Source of “hot” image: Microsoft Office Online.
Companionate Love
People can experience companionate love
in nonsexual relationships, such as close
friendships, or in sexual relationships,
where they experience great feelings of
intimacy (companionate love) but not a
great deal of the heat and passion they
may once have felt.
Source of image: Microsoft Office Online.
Passionate Love
Passionate love involves an intense longing
for another person, characterized by:
• The experience of physiological arousal,
• The feeling of shortness of breath, and
• Thumping heart in loved one’s presence.
Source of image: Microsoft Office Online.
Passionate Love
Reviewing the anthropological research on 166 societies,
William Jankowiak and Edward Fischer (1992) found
evidence for passionate love in 147 of them (Table
10.2)
Source of image: Microsoft Office Online.
Culture and Love
Although love is a universal emotion, how we experience
it (and what we expect from close relationships) is
linked to culture.
• For example, the Japanese describe amae as an
extremely positive emotional state in which one is a
totally passive love object, indulged and taken care of
by one’s romantic partner, much like a mother-infant
relationship.
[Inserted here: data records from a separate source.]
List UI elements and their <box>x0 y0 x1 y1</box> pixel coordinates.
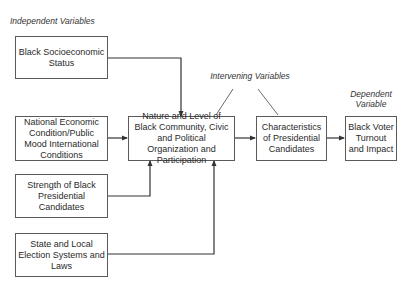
box-community-organization: Nature and Level of Black Community, Civ… <box>128 116 235 161</box>
box-state-local-election: State and Local Election Systems and Law… <box>15 233 108 277</box>
box-candidate-strength: Strength of Black Presidential Candidate… <box>15 174 108 218</box>
independent-variables-label: Independent Variables <box>10 16 120 26</box>
intervening-variables-label: Intervening Variables <box>195 71 305 81</box>
box-national-conditions: National Economic Condition/Public Mood … <box>15 116 108 161</box>
dependent-variable-label: Dependent Variable <box>345 89 397 109</box>
dependent-label-line2: Variable <box>345 99 397 109</box>
box-voter-turnout: Black Voter Turnout and Impact <box>345 116 397 161</box>
box-candidate-characteristics: Characteristics of Presidential Candidat… <box>256 116 327 161</box>
dependent-label-line1: Dependent <box>345 89 397 99</box>
box-socioeconomic: Black Socioeconomic Status <box>15 36 108 79</box>
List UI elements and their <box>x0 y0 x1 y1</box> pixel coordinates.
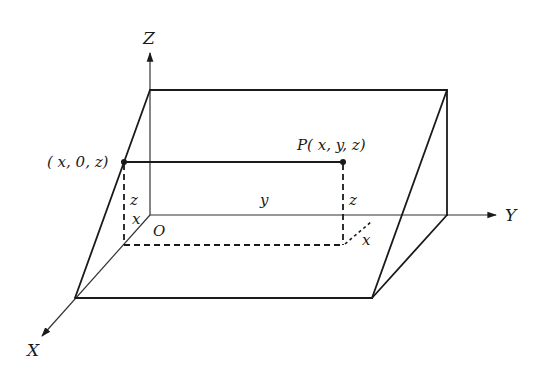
point-xz-label: ( x, 0, z) <box>47 153 109 171</box>
right-base-edge <box>372 215 447 298</box>
point-p <box>340 159 346 165</box>
right-x-label: x <box>362 231 371 249</box>
y-axis-label: Y <box>505 205 518 225</box>
middle-y-label: y <box>259 191 269 209</box>
point-p-label: P( x, y, z) <box>296 136 366 154</box>
x-axis-label: X <box>25 340 40 360</box>
point-xz-projection <box>121 159 127 165</box>
left-x-label: x <box>132 210 141 228</box>
coordinate-diagram: Z Y X O P( x, y, z) ( x, 0, z) z x y z x <box>0 0 544 378</box>
right-z-label: z <box>348 191 357 209</box>
axes <box>42 53 496 336</box>
left-z-label: z <box>129 191 138 209</box>
right-slant-edge <box>372 90 447 298</box>
x-axis <box>42 215 150 336</box>
origin-label: O <box>153 222 165 240</box>
left-slant-edge <box>75 90 150 298</box>
z-axis-label: Z <box>142 28 156 48</box>
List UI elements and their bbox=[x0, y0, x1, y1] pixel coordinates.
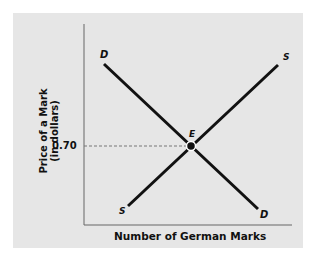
demand-label-top: D bbox=[100, 49, 108, 60]
demand-label-bottom: D bbox=[260, 209, 268, 220]
equilibrium-point bbox=[187, 142, 196, 151]
y-axis-label-line2: (in dollars) bbox=[49, 76, 60, 186]
supply-curve bbox=[128, 65, 278, 206]
x-axis-label: Number of German Marks bbox=[114, 230, 266, 242]
supply-label-bottom: S bbox=[119, 206, 125, 216]
demand-curve bbox=[104, 64, 258, 209]
y-tick-label: 0.70 bbox=[52, 140, 77, 151]
supply-label-top: S bbox=[283, 52, 289, 62]
y-axis-label: Price of a Mark (in dollars) bbox=[38, 76, 60, 186]
y-axis-label-line1: Price of a Mark bbox=[38, 76, 49, 186]
equilibrium-label: E bbox=[189, 129, 195, 139]
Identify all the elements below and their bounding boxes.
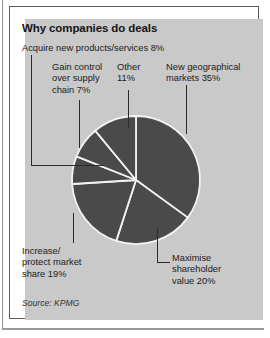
callout-gain-line3: chain 7%: [52, 85, 102, 96]
callout-gain-line2: over supply: [52, 73, 102, 84]
chart-title: Why companies do deals: [22, 22, 157, 34]
callout-maximise-line2: shareholder: [172, 264, 221, 275]
callout-newgeo-line1: New geographical: [166, 62, 240, 73]
callout-acquire-new-products: Acquire new products/services 8%: [22, 43, 164, 54]
callout-other-line2: 11%: [117, 73, 140, 84]
callout-other-line1: Other: [117, 62, 140, 73]
callout-maximise-line3: value 20%: [172, 276, 221, 287]
callout-newgeo-line2: markets 35%: [166, 73, 240, 84]
callout-acquire-text: Acquire new products/services 8%: [22, 43, 164, 53]
callout-other: Other 11%: [117, 62, 140, 85]
leader-line-maximise: [157, 228, 170, 262]
callout-increase-protect-market-share: Increase/ protect market share 19%: [22, 246, 81, 280]
figure-root: Why companies do deals Acquire new produ…: [0, 0, 270, 338]
callout-gain-control-supply-chain: Gain control over supply chain 7%: [52, 62, 102, 96]
callout-maximise-shareholder-value: Maximise shareholder value 20%: [172, 253, 221, 287]
callout-gain-line1: Gain control: [52, 62, 102, 73]
callout-maximise-line1: Maximise: [172, 253, 221, 264]
callout-increase-line3: share 19%: [22, 269, 81, 280]
callout-new-geographical-markets: New geographical markets 35%: [166, 62, 240, 85]
callout-increase-line2: protect market: [22, 257, 81, 268]
callout-increase-line1: Increase/: [22, 246, 81, 257]
source-note: Source: KPMG: [22, 298, 79, 308]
Amae has no equivalent word in English or
in any other Western language.
Culture and Love
• Participants in the United States, Italy, and China
sorted more than a hundred emotional words into
categories; their analysis indicated that love has similar
and different meanings cross-culturally.
• The most striking difference was the presence of a “sad
love” cluster in the Chinese sample.
• The Chinese had many love-related concepts that were
sad, such as words for “sorrow-love,” “tenderness-pity,”
and “sorrow-pity.”
• Although this “sad love” cluster made a small
appearance in the U.S. and Italian samples, it was not
perceived as a major aspect of love in these Western
societies.
Culture and Love
• In many areas of West Africa, happily married couples
do not live together in the same house, nor do they
expect to sleep together every night.
• Marrying for love is most important to participants in
Western and Westernized countries (e.g., the United
States, Brazil, England, and Australia) and of least
importance to participants in less developed Eastern
countries (i.e., India, Pakistan, and Thailand).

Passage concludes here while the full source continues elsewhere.